Farmlore
Bengaluru

Spoonful of ooru: B'luru is cooking up a culinary identity

The IT and startup city is now turning into a culinary hotspot with top-rated restaurants, international collaborations and a wave of young chefs cooking up unique cuisines

Mahima Nagaraju

With city-based restaurants and bars frequently featured on international best restaurants lists, the rest of the world is slowly realising what Bengalureans have known - the world is not just your oyster here, it’s every dish you can imagine. “Lucknow has all its history, Bombay pretends to be the best food city, and to a certain extent is, in fine dining. But Bengaluru gives you choice,” explains Chef Manu Chandra, founder partner, Lupa.

Born in Delhi, trained in New York but calling Bengaluru home, Chandra’s hand has been felt all over the city’s food spaces since 2004, when he started off at Olive Bar and Kitchen. A much sleepier city, poised at the start of the IT boom, it was a place that Chandra calls ‘both conservative and progressive in different ways’. He remembers the difference today, saying, “Bengaluru summarily rejected us, people thought we were pretentious even though we were not. At the same time, all the expats loved us and thought this is what international food should be. Sometimes the market needs to catch up.”

And catch up it did, a move that experts unanimously attribute to the IT boom – bringing young people with disposable income who were looking for something to do on the weekends. This gave rise to a culture of cafes and microbreweries that is still thriving, but hospitality professional Aslam Gafoor notices a big shift five years ago, as the pandemic wound down. “There was a demographic shift and since then, there has been openness to experimentation and experiences. It’s not just about eating out, it’s ‘What do I bring as a memory from those meals?’,” he says, noting that the city met this with ‘a wave of young chefs’ starting places like Fervor, Fireside, Comal with unique cuisines – Vietnamese, Mexican, Thai, Cambodian etc.,” he shares. Internationally ranked bars

like ZLB 23, Soka and Bar Spirit Forward as well as popular chef-led restaurants in Bengaluru, Eat Naru and Farmlore, started during or right after the pandemic too. The latter’s founder Kaushik Raju, agrees with Gafoor, adding, “Before, fine dining was more [star] hotel-based but there was a shift to standalone restaurants focusing on finer food.”

Chef Manu Chandra

Being one of the restaurant’s on Asia’s 100 Best restaurants this year, Raju points out the effect these international lists have saying, “They create curiosity – we see people travelling from other cities just to eat now, which I don’t think would have happened before, despite drawing local crowds.” This exposure has led Raju to host several collaborative pop-ups with chefs from South Korea, Chile and more which he notes were ‘born from friendship and shared approaches towards food’.

Chandra also draws attention to a demographic that is often ignored in the conversation but is key to shaping Bengaluru’s international food culture: students. “Bengaluru is a South Indian educational hub with people from all over India, Africa and Asia coming here. So there are parts like Kammanahalli, a student hub, which see entire stretches of the most incredible Ethiopian, Nigerian, Vietnamese, Malaysian food in small silos.” He adds that while fine dining is part of the story, it’s thriving competition at every level that makes Bengaluru noteworthy. “Bangalore has a democratic culture so every place is competition for the next – the same person who will spend Rs 4,000 to Rs 15,000 at Lupa, goes to a small place serving dosae and naati chicken curry. It’s the same ecosystem,” he says.

Where next?

When asked if anything hasn’t caught on in Bengaluru, each expert takes a long moment to think. One that emerges though is African food. Remembering a couple that have popped up over the years but have since closed, Kerwin Savio Nigli, the Head of Department of Hotel Management at Christ University, attributes it to a difference in palates. “African cuisine tends to have few spices, a gooey texture with tapioca-based dishes, which is unfamiliar. It’ll take time,” he says. An emerging space that chefs see opening up is not something from a foreign land but an opportunity to take a second, more discerning look at Karnataka’s own cuisine. “I know a bunch of people who come here and have access to all of this food, but are familiar only with idli and dosae when it comes to local food. I see this changing slightly with Malgudi Mylari Mane, Super Naati and Holige Mane bringing local Karnataka food at the mid-casual and upper dining. That’s something which will gain popularity over the next year,” shares Raju. Gafoor points to other states that have been relatively less explored in the city’s plates, saying, “We could still do a lot more with Odissi and Bihari food - there are pockets of these cuisines but none in the limelight.”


For each line below that contains the string "bounding", copy that line.

============

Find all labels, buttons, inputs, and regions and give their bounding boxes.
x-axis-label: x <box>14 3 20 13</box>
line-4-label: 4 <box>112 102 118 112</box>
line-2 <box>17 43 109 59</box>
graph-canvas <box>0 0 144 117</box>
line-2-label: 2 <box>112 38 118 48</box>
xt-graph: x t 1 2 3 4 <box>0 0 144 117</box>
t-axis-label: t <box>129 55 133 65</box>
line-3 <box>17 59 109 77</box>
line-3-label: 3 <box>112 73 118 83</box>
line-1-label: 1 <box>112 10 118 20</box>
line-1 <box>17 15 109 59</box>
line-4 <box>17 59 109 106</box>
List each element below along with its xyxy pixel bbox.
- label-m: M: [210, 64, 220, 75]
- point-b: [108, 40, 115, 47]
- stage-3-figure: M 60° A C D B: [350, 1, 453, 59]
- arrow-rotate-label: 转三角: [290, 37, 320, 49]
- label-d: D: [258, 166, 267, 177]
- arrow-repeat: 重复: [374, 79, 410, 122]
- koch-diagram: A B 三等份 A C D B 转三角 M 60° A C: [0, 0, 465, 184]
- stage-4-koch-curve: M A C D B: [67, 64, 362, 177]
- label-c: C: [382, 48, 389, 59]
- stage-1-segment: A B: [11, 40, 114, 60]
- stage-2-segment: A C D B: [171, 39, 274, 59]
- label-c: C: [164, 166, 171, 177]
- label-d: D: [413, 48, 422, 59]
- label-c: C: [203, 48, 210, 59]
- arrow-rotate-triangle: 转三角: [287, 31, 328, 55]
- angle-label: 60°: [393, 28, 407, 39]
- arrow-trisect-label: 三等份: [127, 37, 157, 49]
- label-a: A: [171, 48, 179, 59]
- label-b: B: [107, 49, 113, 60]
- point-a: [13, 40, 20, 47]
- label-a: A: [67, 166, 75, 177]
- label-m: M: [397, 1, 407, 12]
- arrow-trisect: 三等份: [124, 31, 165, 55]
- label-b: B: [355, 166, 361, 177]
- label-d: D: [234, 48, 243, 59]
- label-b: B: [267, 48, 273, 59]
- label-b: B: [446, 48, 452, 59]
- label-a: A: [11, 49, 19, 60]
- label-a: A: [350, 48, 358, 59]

============

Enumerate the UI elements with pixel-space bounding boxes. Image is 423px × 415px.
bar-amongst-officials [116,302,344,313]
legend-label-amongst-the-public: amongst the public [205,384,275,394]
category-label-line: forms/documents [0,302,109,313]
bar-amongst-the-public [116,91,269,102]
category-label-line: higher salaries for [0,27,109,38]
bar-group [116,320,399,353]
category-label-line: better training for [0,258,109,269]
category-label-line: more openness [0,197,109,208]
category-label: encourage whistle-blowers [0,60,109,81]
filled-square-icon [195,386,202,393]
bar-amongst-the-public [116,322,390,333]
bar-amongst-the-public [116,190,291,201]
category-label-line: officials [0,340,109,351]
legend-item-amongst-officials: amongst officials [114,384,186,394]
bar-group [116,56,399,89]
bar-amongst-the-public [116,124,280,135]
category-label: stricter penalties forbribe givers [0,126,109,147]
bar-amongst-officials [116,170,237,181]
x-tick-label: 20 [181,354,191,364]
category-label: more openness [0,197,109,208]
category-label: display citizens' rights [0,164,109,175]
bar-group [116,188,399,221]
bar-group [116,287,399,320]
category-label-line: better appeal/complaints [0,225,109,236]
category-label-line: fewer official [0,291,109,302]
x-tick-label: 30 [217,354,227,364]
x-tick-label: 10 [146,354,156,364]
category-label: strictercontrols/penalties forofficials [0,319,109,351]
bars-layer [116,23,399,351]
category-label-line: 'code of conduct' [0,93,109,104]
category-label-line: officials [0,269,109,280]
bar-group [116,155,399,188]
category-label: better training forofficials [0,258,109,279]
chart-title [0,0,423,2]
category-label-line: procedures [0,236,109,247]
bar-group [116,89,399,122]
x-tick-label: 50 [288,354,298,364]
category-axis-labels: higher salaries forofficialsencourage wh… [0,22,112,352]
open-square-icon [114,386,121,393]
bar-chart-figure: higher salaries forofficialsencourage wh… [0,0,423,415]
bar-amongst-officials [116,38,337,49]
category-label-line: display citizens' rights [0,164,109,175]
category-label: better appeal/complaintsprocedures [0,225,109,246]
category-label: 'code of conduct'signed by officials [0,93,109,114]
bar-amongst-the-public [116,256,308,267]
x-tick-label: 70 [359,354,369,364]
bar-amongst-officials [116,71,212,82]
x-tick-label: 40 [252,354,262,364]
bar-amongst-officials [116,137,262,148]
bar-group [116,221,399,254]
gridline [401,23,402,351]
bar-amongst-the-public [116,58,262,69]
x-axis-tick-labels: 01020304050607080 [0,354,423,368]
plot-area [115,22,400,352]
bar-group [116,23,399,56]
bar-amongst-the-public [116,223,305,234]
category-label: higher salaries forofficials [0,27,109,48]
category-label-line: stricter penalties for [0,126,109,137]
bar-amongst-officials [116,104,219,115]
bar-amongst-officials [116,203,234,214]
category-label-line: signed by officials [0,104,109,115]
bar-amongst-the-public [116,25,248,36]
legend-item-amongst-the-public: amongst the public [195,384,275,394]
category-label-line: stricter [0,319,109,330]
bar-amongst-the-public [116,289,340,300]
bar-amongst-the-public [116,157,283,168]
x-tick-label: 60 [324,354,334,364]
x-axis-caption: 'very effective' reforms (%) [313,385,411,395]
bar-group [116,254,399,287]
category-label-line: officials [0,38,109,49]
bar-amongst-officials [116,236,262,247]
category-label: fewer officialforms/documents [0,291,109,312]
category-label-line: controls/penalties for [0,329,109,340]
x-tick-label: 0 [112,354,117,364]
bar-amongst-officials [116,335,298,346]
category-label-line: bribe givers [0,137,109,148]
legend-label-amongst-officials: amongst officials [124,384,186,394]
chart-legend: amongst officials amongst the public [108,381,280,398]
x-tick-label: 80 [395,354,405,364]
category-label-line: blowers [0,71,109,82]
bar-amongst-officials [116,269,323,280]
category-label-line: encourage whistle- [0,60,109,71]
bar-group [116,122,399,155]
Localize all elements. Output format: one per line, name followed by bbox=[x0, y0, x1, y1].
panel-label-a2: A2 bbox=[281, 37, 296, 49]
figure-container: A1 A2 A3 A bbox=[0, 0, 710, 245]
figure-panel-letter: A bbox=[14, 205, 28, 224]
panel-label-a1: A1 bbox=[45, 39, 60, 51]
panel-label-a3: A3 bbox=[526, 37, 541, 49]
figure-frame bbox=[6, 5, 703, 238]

============

Response >>
Find all labels, buttons, inputs, and regions and give their bounding boxes.
Enumerate the UI elements with pixel-space bounding boxes. Image is 423px × 415px.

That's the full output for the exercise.